Fitness entrepreneur and award-winning personal trainer Kayla Itsines has been named the wealthiest female in the prestigious ‘2018 Financial Review Young Rich List’ aged 40 and under.

The Greek Australian came in at #5 together with her fiancé Tobias Pearce (#6), who jumped up the list from number 40 last year with a joint wealth of $486 million. They are the wealthiest self-made 20-somethings in Australia after enjoying enormous success with their fitness app ‘Sweat’. Their company is now on track to turn over $100 million this year alone.

“Designed as a personal trainer on your smartphone, Itsines and Pearce have evolved what was a Bikini Body Guide e-book into Apple’s largest grossing health and fitness app,” writes the AFR.

“The app, which promotes 28-minute workouts, has expanded to offer training guides from US-based Kelsey Wells and yoga sessions with Sjana Elise Earp. With a combined social media reach of more than 35 million people, Sweat is available in seven languages in 155 countries. More than 30 million users have created an account. The subscription based app generated $90 million in revenue in 2017-18.”

The dynamic duo who were engaged earlier in the year, have built a fitness empire with more than 10 million followers on Instagram and Facebook, which includes models and Hollywood celebrities delivering an inspirational success story with phenomenal revenue and profit growth in a short space of time.

Kayla Itsines on the cover of The Australian Financial Review Magazine. Photo: Supplied

Based in Adelaide, the 27-year-old Greek Australian personal trainer started her journey towards fame eight years ago when she launched her own training and nutrition guide #BBG (BikiniBodyGuides) after completing a personal training course at the Australian Institute of Fitness.

Soon after, she developed a 28-minute high intensity workout targeting the whole body, and in 2015 her first e-book and #sweatwithkayla application were released.

Within a few years, Kayla created a global community while travelling around Europe, the US and Australia, hosting boot camps and meeting her followers, transforming the bodies of thousands of women all over the globe, inspiring them to achieve their ultimate goal; a healthy lifestyle and body confidence.

Kayla and Tobi’s Bikini Body Training Company also won the national prize as Australia’s emerging business of 2015 at the prestigious Ernst and Young Entrepreneur of the Year Awards.

Reflecting on her success, Itsines, who has no intention of leaving South Australia told the AFR that she wished she knew earlier that anything was possible.

“In Adelaide you are not told you have the opportunity to be a superstar. If I was to grow up somewhere like New York, everyone there is very confident, and everyone wants to make it,” she says.

“If I could change anything, I would talk about the opportunity of being an entrepreneur in schools. I didn’t even know what that word meant in school. I was [like], ‘what is that word?’ ‘Oh, you know, someone who goes off and does their own thing’. I was [like], ‘what?’,” said Itsines who together with Pearce owns more than 12 investment properties in SA.

The famous trainer celebrates her Greek heritage through her social media and particularly enjoys posting random videos of her Greek grandparents who seem to be part of her everyday life. She is an advocate for the Mediterranean diet, indulges in Greek coffee and admits that one of her biggest weaknesses is her grandmother’s traditional Greek cooking.

Kayla with her yiayia and pappou. Photo: Facebook

Meanwhile fellow Greek Australian entrepreneur Scott Stavretis also made AFR‘s prestigious list, ranking number 36 with his outsourcing and call centre business, Acquire BPO.

A serial entrepreneur, he started at the age of 16 by establishing the first internet service provider on Victoria’s Mornington Peninsula 22 years ago in 1996. Now at 38, Stavretis is at the helm of or owns significant stakes in five technology-focused companies.

The chief executive of Acquire BPO, made his debut on BRW Young Rich in 2016 with an estimated $46 million fortune. Today he sits at $69 million.

The dynamic entrepreneur also operates Degunt, a cloud-based bookkeeping company and SHORE Solutions, a Philippines-based sister company to Acquire BPO that was bought in 2014.

However, according to AFR, Stavretis’ biggest asset is Acquire BPO, which turns over more than $100 million annually, providing call centre support for companies in Australia, such as Flexigroup, Vocus Communications and Europcar, and in the US for the likes of cloud-based phone system company RingCentral, a New York Stock Exchange-listed company with market capitalisation of more than $2 billion.

For a record seventh year, Atlassian co-founders Mike Cannon-Brookes and Scott Farquhar (joint #1 & #2) top the combined 2018 Financial Review Young Rich List with a record $14.2 billion.

Scott Stavretis ranked number 36.

Interestingly, only 10 women made the cut in this year’s list overall, just one up from the nine that made the list in 2017 and eight in 2016, showing a serious gap in the number of self-made, super-wealthy Australian women.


**INSTRUCTIONS TO FOLLOW**
Among the entries, find the lines with the string "Click" and copy them.

(Page and application data records)
^^^^^^^^^^^^^^^^

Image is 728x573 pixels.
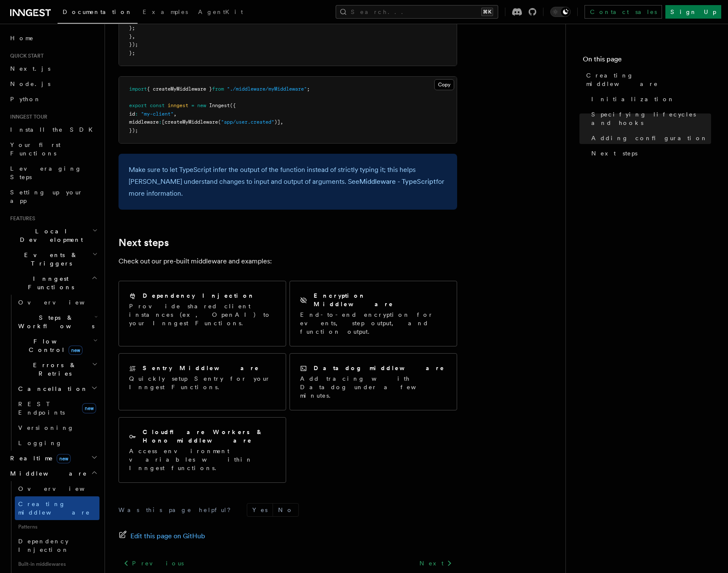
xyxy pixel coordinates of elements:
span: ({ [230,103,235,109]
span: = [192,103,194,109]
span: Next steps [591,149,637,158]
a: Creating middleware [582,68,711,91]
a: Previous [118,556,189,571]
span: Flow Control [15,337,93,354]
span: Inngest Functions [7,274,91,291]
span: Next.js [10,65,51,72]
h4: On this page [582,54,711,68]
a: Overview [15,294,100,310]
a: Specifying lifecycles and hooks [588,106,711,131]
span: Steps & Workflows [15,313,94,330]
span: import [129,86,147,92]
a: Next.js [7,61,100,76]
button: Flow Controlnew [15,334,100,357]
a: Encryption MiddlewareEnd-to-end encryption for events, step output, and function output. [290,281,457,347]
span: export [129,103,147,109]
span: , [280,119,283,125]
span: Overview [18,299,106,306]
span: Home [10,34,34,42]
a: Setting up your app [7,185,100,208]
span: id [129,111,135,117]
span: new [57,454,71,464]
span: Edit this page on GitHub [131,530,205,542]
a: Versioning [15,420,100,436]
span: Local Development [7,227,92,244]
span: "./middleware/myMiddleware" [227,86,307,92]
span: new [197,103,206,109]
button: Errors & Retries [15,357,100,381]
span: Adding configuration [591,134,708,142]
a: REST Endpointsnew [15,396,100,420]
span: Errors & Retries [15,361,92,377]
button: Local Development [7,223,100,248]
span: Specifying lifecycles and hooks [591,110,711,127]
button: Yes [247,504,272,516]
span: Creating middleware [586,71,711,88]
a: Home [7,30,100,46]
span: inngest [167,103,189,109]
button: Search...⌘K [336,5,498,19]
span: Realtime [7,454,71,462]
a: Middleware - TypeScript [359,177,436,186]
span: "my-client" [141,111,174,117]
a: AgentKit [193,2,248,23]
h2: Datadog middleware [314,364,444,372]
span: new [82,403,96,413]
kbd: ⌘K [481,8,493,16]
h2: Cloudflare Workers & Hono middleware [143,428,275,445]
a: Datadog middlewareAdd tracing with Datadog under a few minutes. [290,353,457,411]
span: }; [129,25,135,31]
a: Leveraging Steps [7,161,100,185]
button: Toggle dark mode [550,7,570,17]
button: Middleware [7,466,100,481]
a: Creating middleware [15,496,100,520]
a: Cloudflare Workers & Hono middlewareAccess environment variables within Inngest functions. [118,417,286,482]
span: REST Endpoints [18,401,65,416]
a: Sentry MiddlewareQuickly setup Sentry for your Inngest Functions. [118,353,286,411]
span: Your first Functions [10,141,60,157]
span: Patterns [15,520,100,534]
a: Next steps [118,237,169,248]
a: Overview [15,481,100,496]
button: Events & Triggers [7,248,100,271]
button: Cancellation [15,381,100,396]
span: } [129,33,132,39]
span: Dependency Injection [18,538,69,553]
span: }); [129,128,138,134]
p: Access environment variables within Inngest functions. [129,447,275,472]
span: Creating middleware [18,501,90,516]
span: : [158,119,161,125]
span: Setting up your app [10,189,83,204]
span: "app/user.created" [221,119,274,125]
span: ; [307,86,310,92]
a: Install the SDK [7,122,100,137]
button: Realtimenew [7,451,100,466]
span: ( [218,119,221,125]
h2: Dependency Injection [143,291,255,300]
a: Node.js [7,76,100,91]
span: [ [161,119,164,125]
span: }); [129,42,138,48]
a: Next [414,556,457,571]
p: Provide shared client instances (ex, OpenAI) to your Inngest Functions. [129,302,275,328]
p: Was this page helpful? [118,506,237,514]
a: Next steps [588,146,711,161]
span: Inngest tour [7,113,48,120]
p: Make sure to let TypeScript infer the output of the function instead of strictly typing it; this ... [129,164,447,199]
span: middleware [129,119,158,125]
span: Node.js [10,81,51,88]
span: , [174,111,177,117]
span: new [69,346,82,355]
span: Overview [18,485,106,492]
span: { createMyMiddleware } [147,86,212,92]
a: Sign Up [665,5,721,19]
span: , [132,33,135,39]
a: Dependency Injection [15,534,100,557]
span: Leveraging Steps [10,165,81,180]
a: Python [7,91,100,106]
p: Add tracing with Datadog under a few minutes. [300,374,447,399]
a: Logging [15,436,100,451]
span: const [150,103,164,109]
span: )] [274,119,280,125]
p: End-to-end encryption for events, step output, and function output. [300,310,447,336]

^^^^^^^^^^^^^^^^

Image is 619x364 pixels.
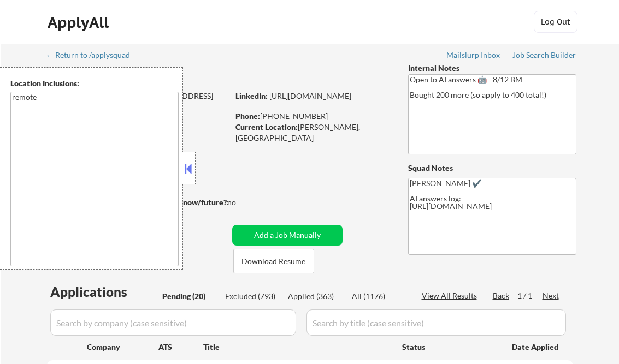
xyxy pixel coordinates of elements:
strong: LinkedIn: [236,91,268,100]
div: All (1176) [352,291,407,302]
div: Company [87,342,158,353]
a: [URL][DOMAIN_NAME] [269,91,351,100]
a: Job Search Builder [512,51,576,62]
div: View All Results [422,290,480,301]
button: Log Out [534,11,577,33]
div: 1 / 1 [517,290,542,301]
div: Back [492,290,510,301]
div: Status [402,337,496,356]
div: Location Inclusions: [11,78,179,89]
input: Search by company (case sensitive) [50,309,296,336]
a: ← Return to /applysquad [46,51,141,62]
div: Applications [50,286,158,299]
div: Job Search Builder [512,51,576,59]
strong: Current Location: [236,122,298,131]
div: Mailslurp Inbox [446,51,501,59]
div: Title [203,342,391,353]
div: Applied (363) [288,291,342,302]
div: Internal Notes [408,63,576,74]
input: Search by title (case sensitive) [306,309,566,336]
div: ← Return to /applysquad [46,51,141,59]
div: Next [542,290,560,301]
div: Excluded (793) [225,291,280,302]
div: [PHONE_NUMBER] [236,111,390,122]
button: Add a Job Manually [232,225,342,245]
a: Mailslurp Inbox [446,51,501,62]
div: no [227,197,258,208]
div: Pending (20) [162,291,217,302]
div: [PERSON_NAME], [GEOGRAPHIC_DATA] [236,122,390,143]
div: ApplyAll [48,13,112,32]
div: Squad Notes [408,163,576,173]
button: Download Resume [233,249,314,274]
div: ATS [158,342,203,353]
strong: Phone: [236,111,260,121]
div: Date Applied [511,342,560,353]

^^^^^^^^^^^^^^^^

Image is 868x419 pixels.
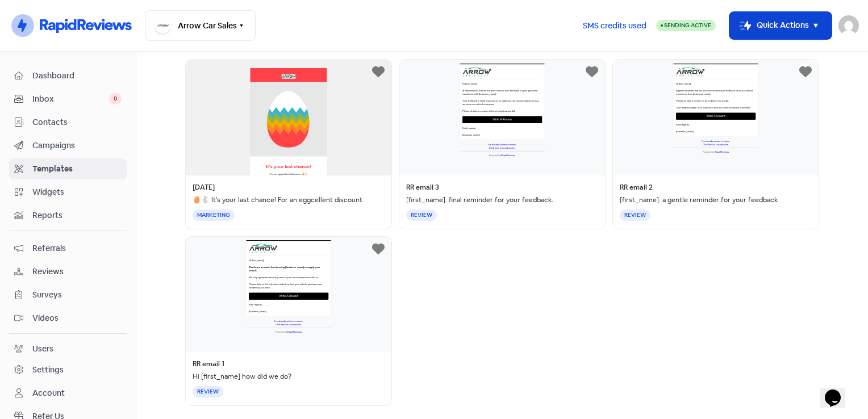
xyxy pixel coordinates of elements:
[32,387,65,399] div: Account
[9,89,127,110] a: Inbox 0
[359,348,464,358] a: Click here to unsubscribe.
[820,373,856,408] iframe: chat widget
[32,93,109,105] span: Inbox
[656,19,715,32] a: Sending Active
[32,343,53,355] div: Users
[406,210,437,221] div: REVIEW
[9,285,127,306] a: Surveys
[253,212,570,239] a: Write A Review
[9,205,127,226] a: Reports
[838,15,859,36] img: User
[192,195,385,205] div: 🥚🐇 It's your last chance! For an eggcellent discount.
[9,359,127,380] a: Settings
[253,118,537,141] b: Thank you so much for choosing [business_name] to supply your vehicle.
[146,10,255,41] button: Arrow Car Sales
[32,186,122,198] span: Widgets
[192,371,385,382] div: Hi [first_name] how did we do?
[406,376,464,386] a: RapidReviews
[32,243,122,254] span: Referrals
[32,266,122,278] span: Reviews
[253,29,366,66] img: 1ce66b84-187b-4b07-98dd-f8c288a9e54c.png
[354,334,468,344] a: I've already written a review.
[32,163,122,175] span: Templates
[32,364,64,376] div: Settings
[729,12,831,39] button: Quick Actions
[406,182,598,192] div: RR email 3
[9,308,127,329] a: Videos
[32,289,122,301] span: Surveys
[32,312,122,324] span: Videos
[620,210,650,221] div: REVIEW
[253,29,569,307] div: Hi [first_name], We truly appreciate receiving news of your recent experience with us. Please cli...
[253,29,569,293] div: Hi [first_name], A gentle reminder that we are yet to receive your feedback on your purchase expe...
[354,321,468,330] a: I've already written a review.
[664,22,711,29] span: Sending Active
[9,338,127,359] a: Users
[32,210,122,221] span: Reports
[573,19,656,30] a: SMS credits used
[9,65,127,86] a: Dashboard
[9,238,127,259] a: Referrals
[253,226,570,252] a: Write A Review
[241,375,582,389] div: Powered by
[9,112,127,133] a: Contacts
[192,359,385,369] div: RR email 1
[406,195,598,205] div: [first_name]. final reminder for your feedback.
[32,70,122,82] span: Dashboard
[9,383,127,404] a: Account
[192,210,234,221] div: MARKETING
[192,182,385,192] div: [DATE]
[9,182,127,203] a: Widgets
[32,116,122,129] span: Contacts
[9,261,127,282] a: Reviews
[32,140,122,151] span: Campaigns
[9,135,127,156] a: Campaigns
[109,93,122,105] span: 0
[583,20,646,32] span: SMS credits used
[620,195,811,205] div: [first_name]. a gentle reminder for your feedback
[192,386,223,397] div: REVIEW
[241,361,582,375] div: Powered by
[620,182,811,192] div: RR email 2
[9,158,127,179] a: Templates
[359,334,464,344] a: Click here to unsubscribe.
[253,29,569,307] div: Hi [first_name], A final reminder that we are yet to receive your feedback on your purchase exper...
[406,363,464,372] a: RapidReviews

^^^^^^^^^^^^^^^^

**RESPONSE**
[359,348,464,358] a: Click here to unsubscribe.
[359,334,464,344] a: Click here to unsubscribe.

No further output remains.